Digital media may seem like a chimaera for legacy brands, but it really isn’t. As counterintuitive as that sounds, let us put that suggestion to the test.
Legacy brands have an advantage that emergent brands do not. They do not need to be re-defined for a new generation. New media is nothing new. For every generation, there is some media that just arrived. Even for the digital native, there are transitions that have taken place in their lifetime.
Dedicated websites gave way to discussion groups, and Orkut and Myspace came and went. Search engine advertising went from impressions on busy Yahoo homepages to trickles on a Google search results page. And now we have a plethora of Social Media platforms and we await what AI brings in the immediate future.
Media changes, new generations sprout up, and marketing strategies change. The brand does not. For most legacy brands, the very elements that make them vulnerable are the ones that help them sail forth into uncharted waters with a minimum of resistance.
Legacy brands can leverage digital media in ways that emergent brands cannot. An astute set of strategies can adapt the brand to a fast-paced environment and multiple targeted messages.
Paradoxically, legacy brands have an easier time navigating the digital media landscape. But digital media needs to be understood and used as the dynamic toolkit it is. The platform is rarely the obstacle in most cases. It is the internal managerial struggle to hold on to older ideas. Some brands do better than others. Brand delivery is a greater issue here than messaging.
This is why Encyclopedia Britannica is no longer the foremost encyclopedia brand. Barnes & Noble is no longer the world’s largest bookseller and Thomas Cook has fallen by the wayside. They have all been superseded by brands that understood the digital form, its advantages and capabilities. The urge to cling to an old idiom has been one in too many established brands.
Let’s talk about a brand like Parle-G. Thinking conventionally, this would be a nightmare to handle. The brand has no fixed age profile, gender preference, demographic, or psychographic bracket. Broadcast media and print can only handle one message at a time. Digital media has no such qualms.
With a deft hand on the marketing tiller, a team can micro-target demographics, and deliver a different message to children, parents, teens and college-goers, the middle-aged and older set. Emerging AI is still in its nascency, but I imagine it won’t be long before it can find individual customers and deliver a message that is crafted exclusively for them.
Everybody eats chocolate. Men, women, young, old, urban, provincial, and with whatever money they have in their pocket. Cadbury knows this. And their digital marketing team is on the ball. That is why their ‘Families Reunited’ resonates so well with everybody.
Similarly, brands like Coca-Cola, Volkswagen, The Guardian and others hold their own while relatively younger brands fumble. Think about it. When did you hear of a brand other than Lego Command a movie franchise and thereafter, spin-off into Internet shorts, fan fiction, user-generated content and engagement on a gargantuan scale?
Legacy brands have the advantage of not having to define themselves constantly. But they can take a leaf out of the pages of Pepsi or Levi’s. These are older than common memory. But they do not act like legacy brands. Nobody thinks of their grandpa wearing blue jeans in the 1960s when they think of Levi’s. They are always new, always current.
The point is not to think of legacy brands as ‘old’. It’s about thinking of them as established and already at the starting block for the sprint. It re-wires the marketing mind to think positively and make the most of the brand equity that has been built for decades.
This article is penned by Vinod Kunj, Founder & CCO of Thought Blurb Communications.
Disclaimer: The article features the opinion of the author and does not necessarily reflect the stance of the publication.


Every entry is to be returned unchanged, and no picture is to be included.

• Data tied to figure images
######

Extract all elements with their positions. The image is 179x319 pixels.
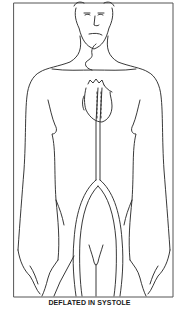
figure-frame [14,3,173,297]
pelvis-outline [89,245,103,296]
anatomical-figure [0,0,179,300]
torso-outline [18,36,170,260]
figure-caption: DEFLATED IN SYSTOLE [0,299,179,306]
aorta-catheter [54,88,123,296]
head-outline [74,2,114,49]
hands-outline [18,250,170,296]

######

• YOUR RESPONSE
Extract all elements with their positions. The image is 179x319 pixels.
figure-frame [14,3,173,297]
pelvis-outline [89,245,103,296]
anatomical-figure [0,0,179,300]
torso-outline [18,36,170,260]
figure-caption: DEFLATED IN SYSTOLE [0,299,179,306]
aorta-catheter [54,88,123,296]
head-outline [74,2,114,49]
hands-outline [18,250,170,296]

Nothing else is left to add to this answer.